Since my discovery of AAC&U’s VALUE rubrics, I have adapted their framing language and rubric dimensions into assignments and assessments to complement my curricular goals in the high school classes I teach. By thinking about the larger categories

By Amanda Clarke

August 17, 2020

In 1981, I graduated from a large, sports-driven public high school in rural East Tennessee. I was a straight-A student who ate lunch in the bathroom of the band building and found sanctuary in the library, where I sat between stacks to read Agatha Christie novels or random entries in Encyclopedia Britannica.

But as miserable as my social experience was, I loved school more than anything in the world.

I loved my English and language classes. I loved copying and recopying Latin declensions, selecting different pens for each iteration. I loved writing complex sentences in German, taking delight in flinging verbal prefixes when the construction called for such linguistic violence.

But, most of all, I loved tests.

Tests were not, for me, a high-stakes enterprise that exerted a disproportionate influence on my academic and personal life. They were activities of certainty that reinforced the one thing I knew to be true: I was good at school.

So, I never left school. I went to the University of Tennessee, then moved to Los Angeles to get my PhD. I became an English teacher in an independent college preparatory school.

My new high school students were inquisitive, energetic, curious, and voluble, but few to none were interested in a direct trajectory from high school to dissertation. And most of them hated tests.

So, in the sometimes tortured early years of my teaching, I made scores of mistakes in both pedagogy and classroom management. But, at the same time, I began to meet students not as candidates aspiring to grow into shadow versions of me, but as wildly interesting individuals whose skills and interests were entirely their own. I focused more on dialogue and discussion; I expanded the test by involving student choice, feedback, and peer review; and I began looking for more effective (and less stressful) ways to evaluate and encourage students’ critical and creative thinking, ability to communicate clearly in a variety of modes and genres, and intellectual engagement with literature and the world of ideas.
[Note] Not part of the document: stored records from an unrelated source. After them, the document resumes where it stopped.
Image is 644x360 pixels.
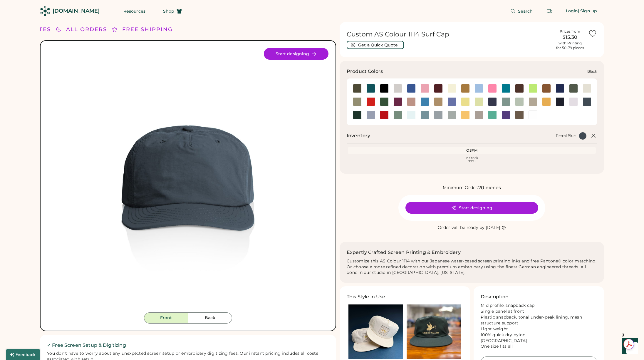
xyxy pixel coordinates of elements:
[156,5,189,17] button: Shop
[616,334,641,359] iframe: Front Chat
[478,184,501,191] div: 20 pieces
[347,249,461,256] h2: Expertly Crafted Screen Printing & Embroidery
[543,5,555,17] button: Retrieve an order
[565,8,578,14] div: Login
[347,258,597,276] div: Customize this AS Colour 1114 with our Japanese water-based screen printing inks and free Pantone...
[587,69,597,74] div: Black
[66,25,107,33] div: ALL ORDERS
[144,312,188,323] button: Front
[264,48,328,60] button: Start designing
[480,303,597,349] div: Mid profile, snapback cap Single panel at front Plastic snapback, tonal under-peak lining, mesh s...
[56,48,320,312] img: 1114 - Petrol Blue Front Image
[347,68,382,75] h3: Product Colors
[556,41,584,50] div: with Printing for 50-79 pieces
[349,156,595,163] div: In Stock 999+
[559,29,580,34] div: Prices from
[406,304,461,359] img: Olive Green AS Colour 1114 Surf Hat printed with an image of a mallard holding a baguette in its ...
[486,225,500,231] div: [DATE]
[40,6,50,16] img: Rendered Logo - Screens
[503,5,540,17] button: Search
[578,8,597,14] div: | Sign up
[347,132,370,139] h2: Inventory
[347,41,404,49] button: Get a Quick Quote
[437,225,485,231] div: Order will be ready by
[347,293,385,300] h3: This Style in Use
[116,5,152,17] button: Resources
[53,8,100,15] div: [DOMAIN_NAME]
[556,133,575,138] div: Petrol Blue
[349,148,595,153] div: OSFM
[347,30,551,39] h1: Custom AS Colour 1114 Surf Cap
[348,304,403,359] img: Ecru color hat with logo printed on a blue background
[56,48,320,312] div: 1114 Style Image
[405,202,538,214] button: Start designing
[518,9,533,13] span: Search
[188,312,232,323] button: Back
[122,25,173,33] div: FREE SHIPPING
[555,34,584,41] div: $15.30
[480,293,509,300] h3: Description
[443,185,478,191] div: Minimum Order:
[47,342,329,349] h2: ✓ Free Screen Setup & Digitizing
[163,9,174,13] span: Shop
I started to wonder about the big-picture learning outcomes that were critical not only in my English courses, but also in calculus, in sculpture, in computer programming, or in theater.

This is where AAC&U’s VALUE (VALID Assessment of Learning in Undergraduate Assessment) rubrics come in. I stumbled across them one afternoon when looking for scoring guidelines that would help me rework the final research paper assignment in World Literature Honors, our post-AP senior English class.

This is just what I have been searching for, I thought. Once again, I was wrong. I had discovered a resource that went far beyond the bolstering of a single assignment. The VALUE rubrics, with their clear delineation of proficiency benchmarks that span disciplines, show that effective teaching must draw upon and encourage the complex range of rather miraculous abilities of the human mind.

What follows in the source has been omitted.